Approved in Unicode 12.0 (2019) as BALLET SHOES. The dance community had long requested a dedicated ballet emoji.
Dance emoji milestones
Around the world
In Russia, ballet is a matter of national pride. The Bolshoi Theatre and the Vaganova Academy are cultural institutions on par with museums and cathedrals. Russian ballet training is notoriously rigorous.
In France, ballet vocabulary is French by origin, and the Paris Opera Ballet remains one of the world's most prestigious companies. Ballet is woven into French cultural identity.
In the United States, ballet carries class associations. It's often perceived as elite, expensive, and predominantly white, though companies like Dance Theatre of Harlem and Alvin Ailey have expanded its cultural range.
In Japan, ballet has a massive following. Japan has more ballet students per capita than almost any country, and Japanese dancers regularly win top international competitions.
Across cultures, 🩰 carries the same duality: beauty and pain, grace and sacrifice.
Pointe shoes are constructed with layers of fabric, paste, and cardboard that form a rigid 'box' around the toes. This structure breaks down under the extreme forces of pointe work, softening after just a few hours of stage time. Professional ballerinas go through 2-3 pairs per week.
A fashion aesthetic that peaked in 2022-2023 inspired by ballet: leg warmers, wrap tops, ballet flats, ribbon details, and pink tones. It brought ballet vocabulary into mainstream fashion and made 🩰 a style marker beyond the dance studio. Videos under #balletcore have racked up over 300 million views on TikTok.
Pointe shoes per year, by dancer type
Caption ideas
Aesthetic sets
Fun facts
- •*Black Swan* (2010)) grossed $329 million worldwide on a $13 million budget. Natalie Portman trained for a year and performed many of her own dance sequences. The film brought ballet's psychological darkness to mainstream audiences.
- •Professional ballerinas go through roughly 100-150 pairs of pointe shoes per year.

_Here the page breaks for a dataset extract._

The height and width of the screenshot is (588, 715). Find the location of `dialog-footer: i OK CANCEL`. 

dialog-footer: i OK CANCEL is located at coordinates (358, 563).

NYC Ballet spends close to $1 million annually on pointe shoes alone.
- •Ballet dancers are among the most injury-prone athletes in any discipline. Common injuries include stress fractures, ankle sprains, tendonitis, and permanent bunion formation from years of pointe work.
- •The traditional 'flesh' color of pointe shoes was pale pink, which matched only white dancers. Misty Copeland and others pushed brands to make brown pointe shoes in the 2010s. Freed of London finally released a brown line in 2018.

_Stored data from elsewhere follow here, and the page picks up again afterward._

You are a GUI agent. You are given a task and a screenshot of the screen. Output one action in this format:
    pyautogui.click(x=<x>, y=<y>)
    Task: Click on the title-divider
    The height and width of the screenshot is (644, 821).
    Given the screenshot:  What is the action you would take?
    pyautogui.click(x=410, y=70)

- •The pointe shoe that 🩰 depicts is a relatively young object. Marie Taglioni popularized en-pointe technique in 1832, but the modern reinforced 'box' construction only standardized in the early 20th century. Early pointe shoes had almost no structural support.
- •🩰 was specifically requested by the dance community as a standalone emoji. The 2018 ballet proposal (L2/18-113) argued that 💃 and 🕺 were party emojis, not dance emojis. 🩰 shipped first, in Emoji 12.0 (2019). The dancer itself (🧑🩰) took another six years.

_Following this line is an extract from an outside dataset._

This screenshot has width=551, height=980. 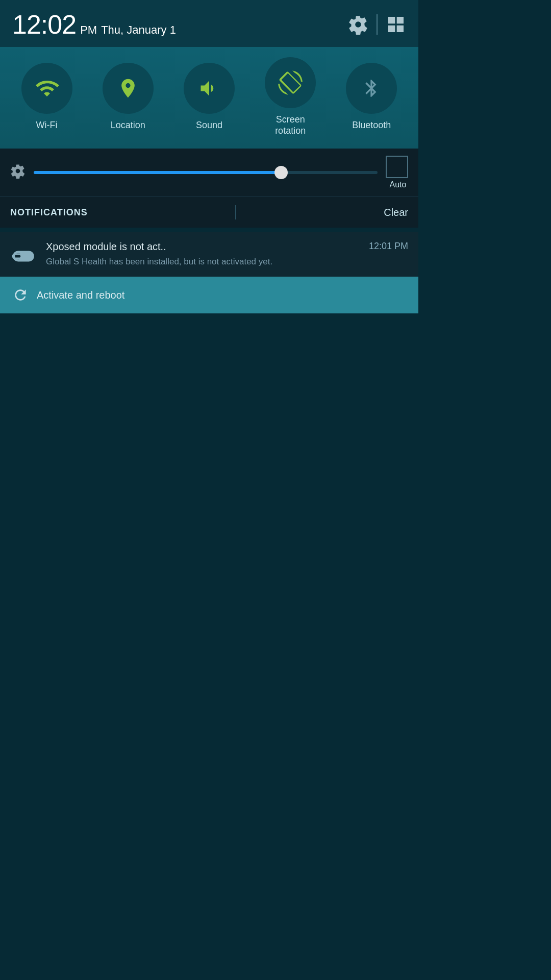 What do you see at coordinates (209, 273) in the screenshot?
I see `notification-card-xposed: Xposed module is not act.. 12:01 PM Glob…` at bounding box center [209, 273].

- •A professional ballerina retires on average around age 35, per the Journal of Dance Medicine & Science. Roughly 80% stay in dance afterward as teachers, choreographers, or répétiteurs.
In pop culture
- •Black Swan (2010) — Darren Aronofsky's psychological thriller starring Natalie Portman as a ballerina losing her grip on reality while preparing for Swan Lake. It exposed ballet's obsessive culture of perfectionism, eating disorders, and physical punishment to a global audience.
- •Billy Elliot (2000) — A working-class boy in Northern England discovers ballet during the 1984 miners' strike. The film (and later musical) challenged gender stereotypes about who gets to dance and made ballet accessible to audiences who'd never considered it.
- •Balletcore trend (2022-2023) — A fashion aesthetic inspired by ballet: leg warmers, wrap tops, ballet flats, ribbon details, and pink everything. The trend brought ballet vocabulary into mainstream fashion and made 🩰 a style marker.